The downing of the Russian SU 24 bomber wasn’t a Turkish attempt to curry favour with NATO, nor was it a NATO order. It was not a way of deflecting attention from the Turkish economy and political infighting, or about a country without a domestic policy creating an external enemy. It is about what most aggressive acts in this region have been about for a long time – another cartel, not OPEC, smuggling stolen oil and protecting the mechanisms and players doing that.

Why take the nuclear option?

Turkey claims that the SU-24 aircraft violated its airspace and did not respond to repeated warnings, thereby provoking the armed response. The Russians claim that the plane was actually in Syrian airspace, and there with the agreement of the Damascus government.

If the Turkish claim is true, it still does not explain why the plane was shot down, as this is not the usual practice unless the plane is actually attacking the country in question, not flying over it. The Director of the Italian Defence Review claims that Turkey’s action is illegal, as even if the airplane was within the Turkish border, according to international law Turkish aviation should have accompanied the aircraft outside the border, taken photographs of its matrix number and reported the incident. If the Russian claim is true, this implies that Turkey is trying to claim jurisdiction over Syrian airspace, and thus make it NATO airspace and give it the right to provoke further conflict by getting its own planes shot down there.

There is an obvious subtext here. Russia bombs ISIS and does it successfully, exposing the fact that NATO, with all its resources, has been helping ISIS instead of trying to stop it. The West responds by ensuring that a wave of co-ordinated attacks takes place, blamed on ISIS, in different parts of the world. This shows that ISIS has not been greatly damaged by the Russian bombing, but still demonstrates that Russian fighter planes are effective when used.

The West is of course fighting on the same side as ISIS in Syria, while Russia is opposing it. Russian planes have to be recast as a threat to provide justification for such a position. This explains why the plane was shot down rather than intercepted, and why the mainstream media focus has been on geopolitical issues, as slotting Russia into a new “Axis of Evil” conveniently makes the ongoing Western support for other elements of it seem improbable, or too complicated an issue to fathom.

But although shooting down the plane does indeed serve these purposes it doesn’t explain how we’ve got to where we are. As former CIA agent Robert Baer has pointed out in several books, Western political positions don’t come out of nowhere. They are linked to energy supplies, and ensuring that the West obtains and controls these.
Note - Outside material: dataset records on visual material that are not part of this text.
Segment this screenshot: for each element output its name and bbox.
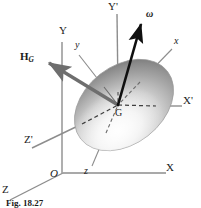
mass-center-label: G — [115, 108, 122, 118]
angular-momentum-subscript: G — [29, 55, 34, 64]
axis-label-x-prime: X' — [183, 95, 193, 106]
angular-velocity-label: ω — [146, 9, 153, 19]
body-axis-label-y: y — [75, 40, 79, 50]
axis-label-y: Y — [59, 25, 67, 36]
figure-caption: Fig. 18.27 — [6, 198, 43, 208]
axis-label-z: Z — [2, 184, 9, 195]
mechanics-figure: Y' X' Z' Y X Z x y z O G ω HG Fig. 18.27 — [0, 0, 201, 208]
body-axis-label-x: x — [174, 36, 178, 46]
axis-label-x: X — [166, 162, 174, 173]
axis-label-z-prime: Z' — [24, 134, 33, 145]
mass-center-point — [117, 104, 120, 107]
ellipsoid-body — [57, 40, 192, 169]
origin-label: O — [50, 168, 58, 179]
axis-z-prime-line — [32, 124, 82, 148]
figure-canvas — [0, 0, 201, 208]
angular-momentum-label: HG — [20, 51, 34, 64]
axis-label-y-prime: Y' — [108, 1, 118, 12]
body-axis-label-z: z — [84, 166, 88, 176]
This is why the West ignores conflicts in, for example, Burundi, where more people were killed in civil conflict per capita in the last century than anywhere else, whilst intervening in those which are “threats to humanity” in places where the West can obtain oil and gas. It is also why those wars end when the local energy supplies are controlled by Western countries and companies, and the locals henceforth depend on those companies for the existence of their state. Why did the civil conflict in Iran in the 1950s end when the popular Prime Minister who tried to nationalise the oil industry was kicked out? Who owns the energy supplies in all the states of former Yugoslavia, each created by a war fomented by the West?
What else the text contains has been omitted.